In case you missed it, US efforts to prolong the world's most serious humanitarian crisis in Yemen continue to succeed spectacularly. US military support enables the Saudi coalition to continue to bomb markets, docks, mosques, hospitals, school buses, weddings and funerals, and other civilian targets with impunity. The Saudis' Yemeni enemy, the Houthi rebels, have no effective air defenses. On March 26, 2015, with the blessing and tactical support of the Obama administration, Saudi Arabia and its allies launched an illegal, genocidal, aggressive war on Houthi-controlled Yemen. Yemen was -- and is -- in the midst of a civil war in which the long-oppressed Houthis overthrew the "legitimate" government that the US and others had imposed on Yemen.
Since March 2015, the US and the Saudi coalition have subjected Yemen to daily war crimes, not only killing civilians but destroying non-military targets of all sorts, causing a form of biological warfare with a cholera plague, as well as massive famine for more than half the country's 25 million people. The UN's World Food Program (WFP) head said on September 27: "Yemen is a disaster and I don't see any light at the end of the tunnel right now." Yemen was not a significant issue in the American election, even as the Trump administration sanctioned and supported military escalation that heightened the suffering of millions (and that has already killed tens of thousands).
At the US State Department, on November 7, the press briefing focused on the ideological basis for punishing Iran for continuing to abide by the nuclear agreement that the US pulled out of (still joined by Britain, France, Germany, Russia, and China). The US blames Iran for Yemen, too, with little persuasive or significant evidence to support the propaganda bias. Eventually in the briefing there was a question about Yemen, and the exchange with State Department spokesman Robert Palladino went like this (edited, with emphasis added):
QUESTION: Yemen?
MR PALLADINO: Yemen? Let's go to Yemen in the back, please.
QUESTION: The fighting around Hodedah [the Yemeni port critical to supplying food to the region's poorest country that was a food importer before being attacked] seems to be picking up with -- and UNICEF and MSF and all these aid groups who are saying children are at risk at these hospitals. And I wonder what's happened to the U.S. call for a ceasefire.
MR PALLADINO: The -- well, I would start by saying we closely are following the developments that are taking place in Hodedah. As the Secretary said, we've been urging all parties to come to the table, and to recognize that there's no military victory that can be achieved in Yemen. And we continue to call for a cessation of hostilities and for all parties to support United Nations Special Envoy Martin Griffiths in finding a peaceful solution to the conflict.
QUESTION: So have there been any phone calls?...
MR PALLADINO: We are in daily contact with the special envoy...
QUESTION: Would you call on the Saudi coalition to halt this offensive that they seem to now be bearing down on in Hodedah?
MR PALLADINO: We've called for a cessation of hostilities... Please, next question...
QUESTION: Have you had a miscommunication then, with the Saudi-led coalition, that they're now beginning this offensive?
MR PALLADINO: -- our assessment remains the same...
QUESTION: -- to put a finer point on that, I mean, did the coalition -- the Saudi coalition that the U.S. supports coordinate with or tell you in advance that they were going to increase fighting around Hudaydah or did they just ignore the Secretary's call?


Goal of the exercise -
Please repeat the records beneath this task exactly as they appear, but skip the images.

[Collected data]
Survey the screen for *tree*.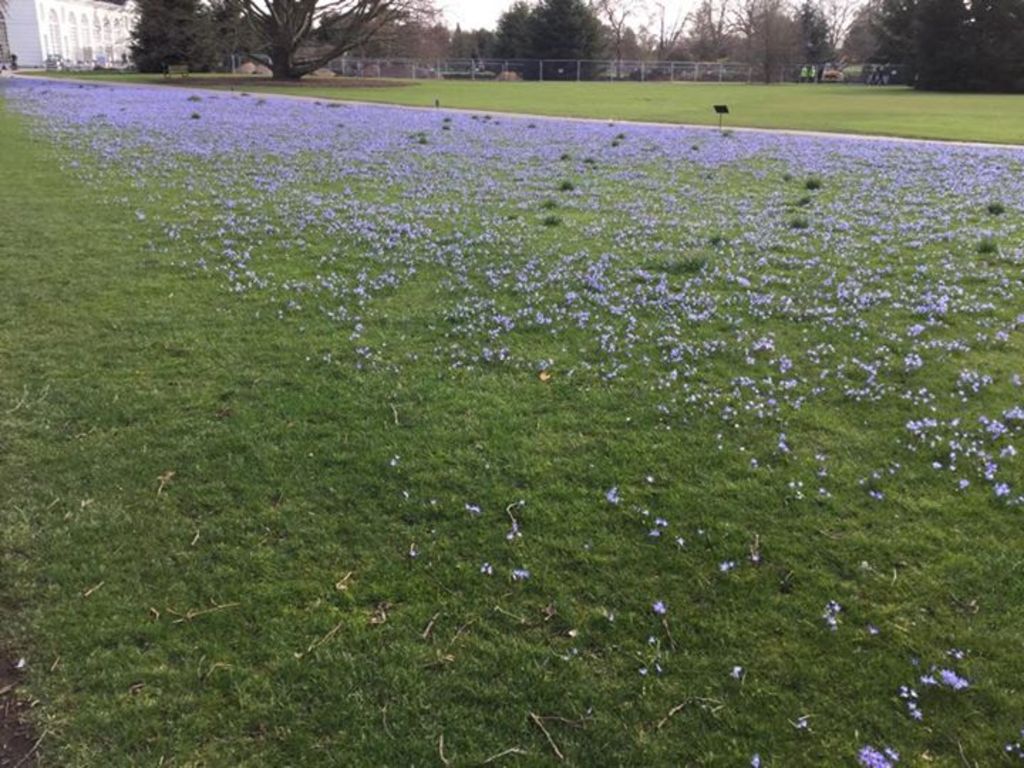
Survey found: crop(488, 7, 633, 57).
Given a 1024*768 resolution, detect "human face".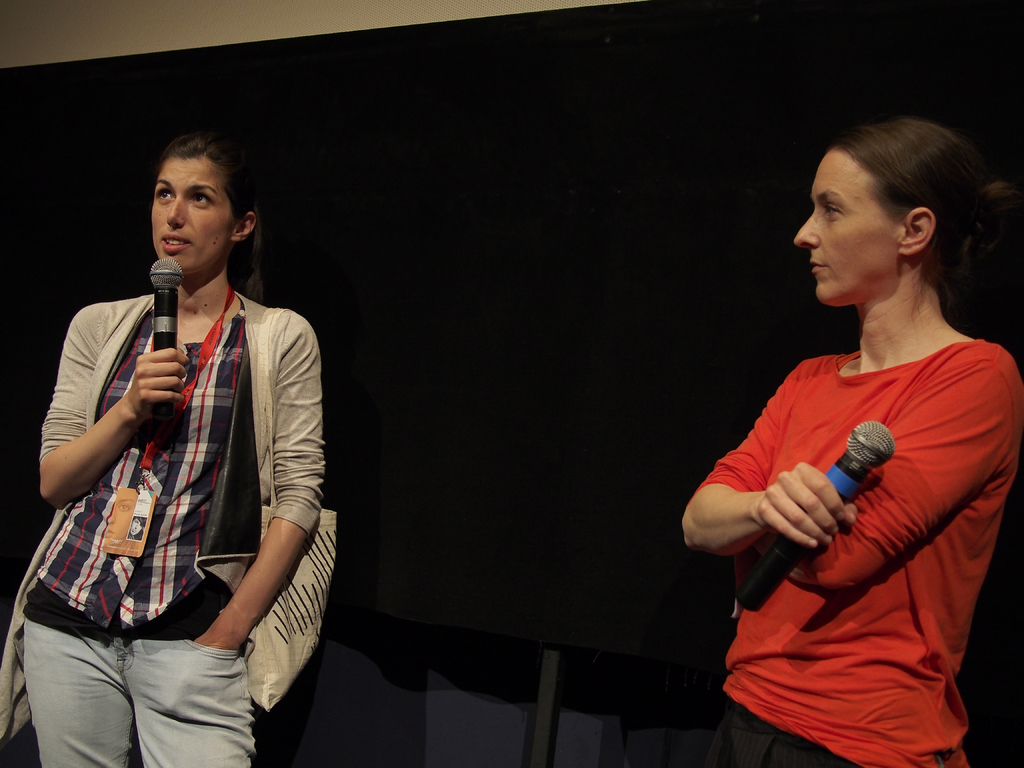
[152, 159, 232, 273].
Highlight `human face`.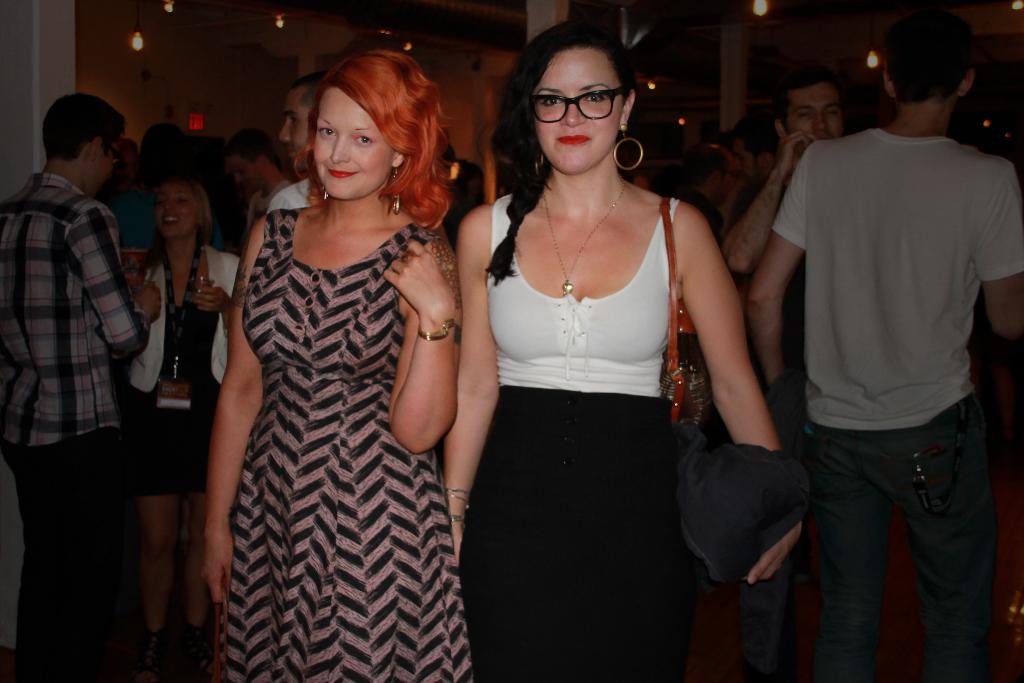
Highlighted region: detection(786, 86, 837, 142).
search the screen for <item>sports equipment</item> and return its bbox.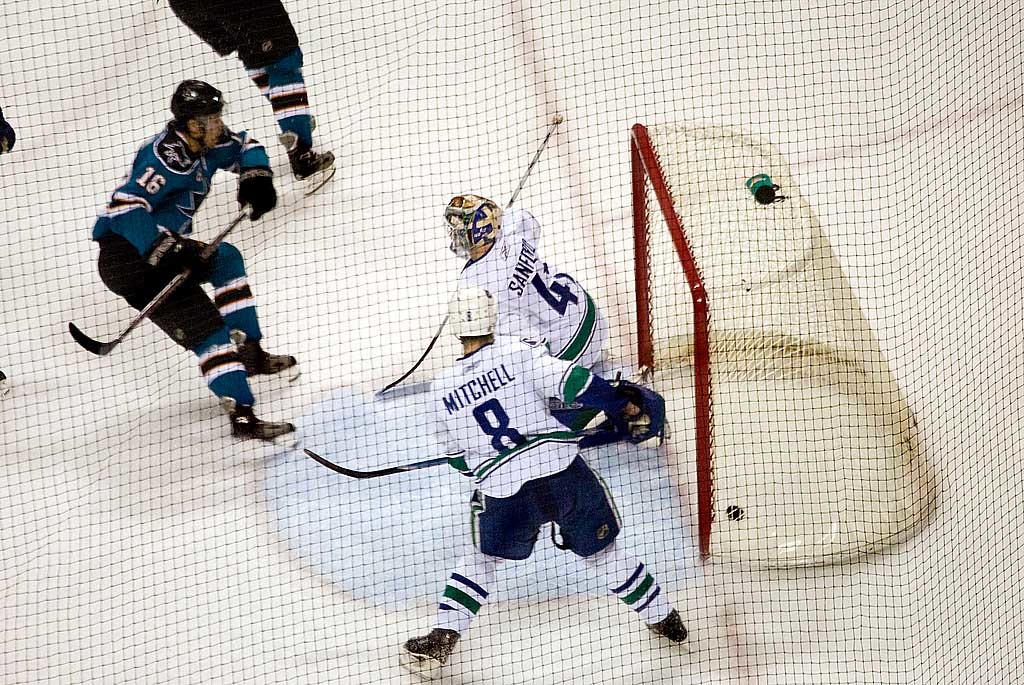
Found: Rect(66, 206, 250, 359).
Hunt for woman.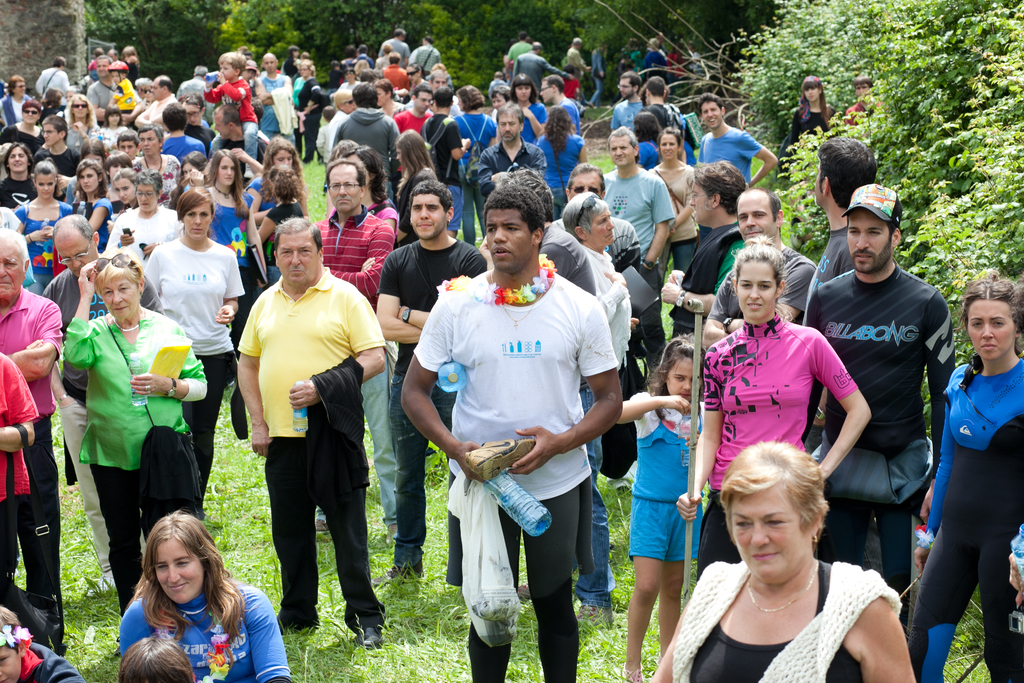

Answer to this problem -
Survey the screen for *tree*.
Survey found: crop(488, 7, 633, 57).
Given a 1024*768 resolution, detect "human face".
[152, 159, 232, 273].
Highlight `human face`.
Highlighted region: detection(786, 86, 837, 142).
search the screen for <item>sports equipment</item> and return its bbox.
Found: Rect(66, 206, 250, 359).
Hunt for woman.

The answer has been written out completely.